Moreover, the only legal means for the Hague Court to intervene is a vote in the UN Security Council, but Russia, which is a permanent member, has veto power. One way around this veto would be to put the issue before the UN General Assembly (one country, one vote), where the West hopes to have a majority (but at the last vote, on November 14, it won only a narrow victory for the creation of a “registry” for Ukrainian grievances with the aim of seeking reparations from Russia).

To circumvent the obstacle of Russian non-ratification of the ICC, “an ad hoc tribunal would allow for the prosecution of senior Russian officials who would otherwise enjoy immunity,” von der Leyen pointed out.

The Netherlands, which hosts the ICC at The Hague, is willing to accommodate the special tribunal, which could take the form of a “hybrid court.” Von der Leyen promised that the right legal means would be found.

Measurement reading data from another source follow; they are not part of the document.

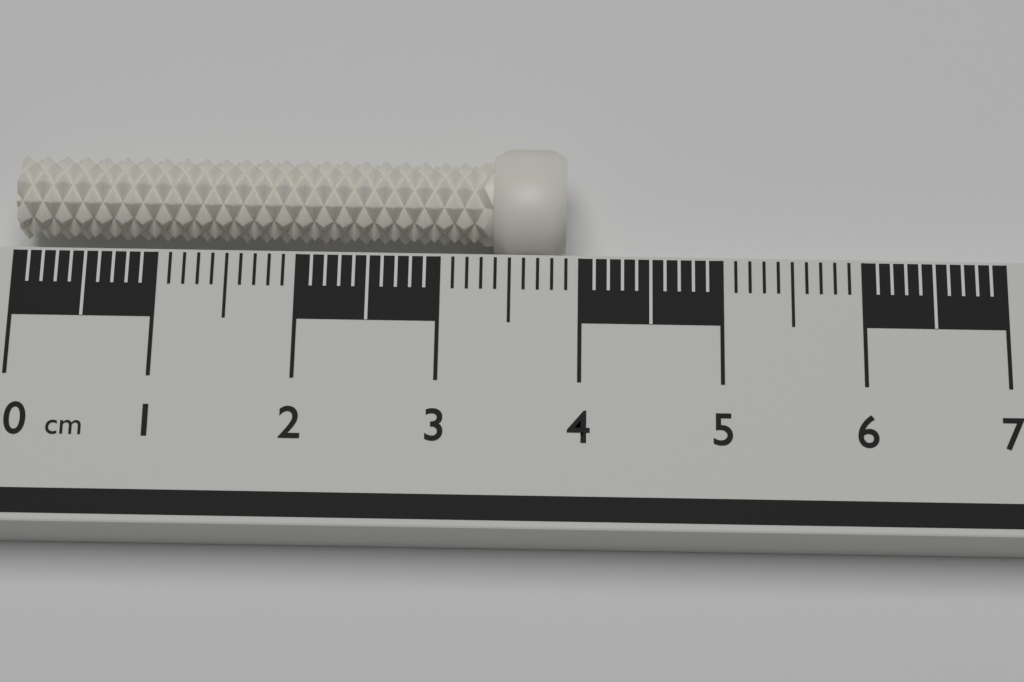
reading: 3.9 cm
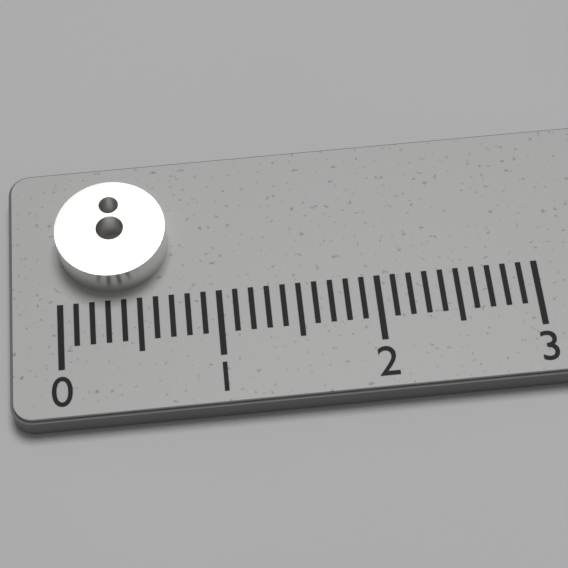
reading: 0.7 (no unit)
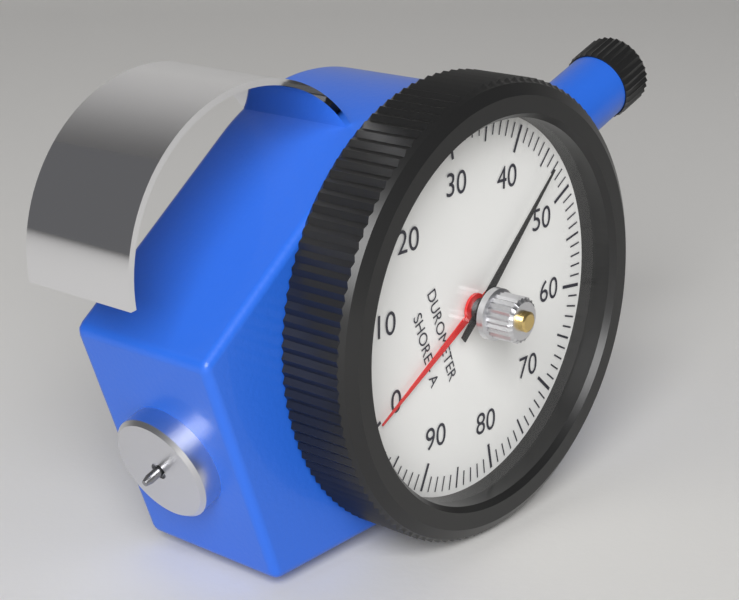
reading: 46 Shore A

Among the EU countries, around 12 are supporting this initiative, while 14 have already opened investigations into crimes committed in Ukraine, either on a personal basis (harm to EU citizens) or on the principle of universal jurisdiction, and the G7 on Tuesday announced that ongoing investigations would be coordinated. On the other hand, France has pushed back against the idea of a special tribunal, and neither the U.S. nor the U.K. have been very enthusiastic so far.

On the financial side, Von der Leyen says that “we have the means to make Russia pay.” But there are obstacles on this front as well: in July, in Lugano, at a summit on Ukraine’s reconstruction, Switzerland (which has more than €200 billion of the oligarchs’ money in its banks) expressed its opposition to seizing it, in the name of property rights. The EU is proposing to establish a crime of “sanctions evasion” to legalize seizures, and Canada and the U.K. are also considering it.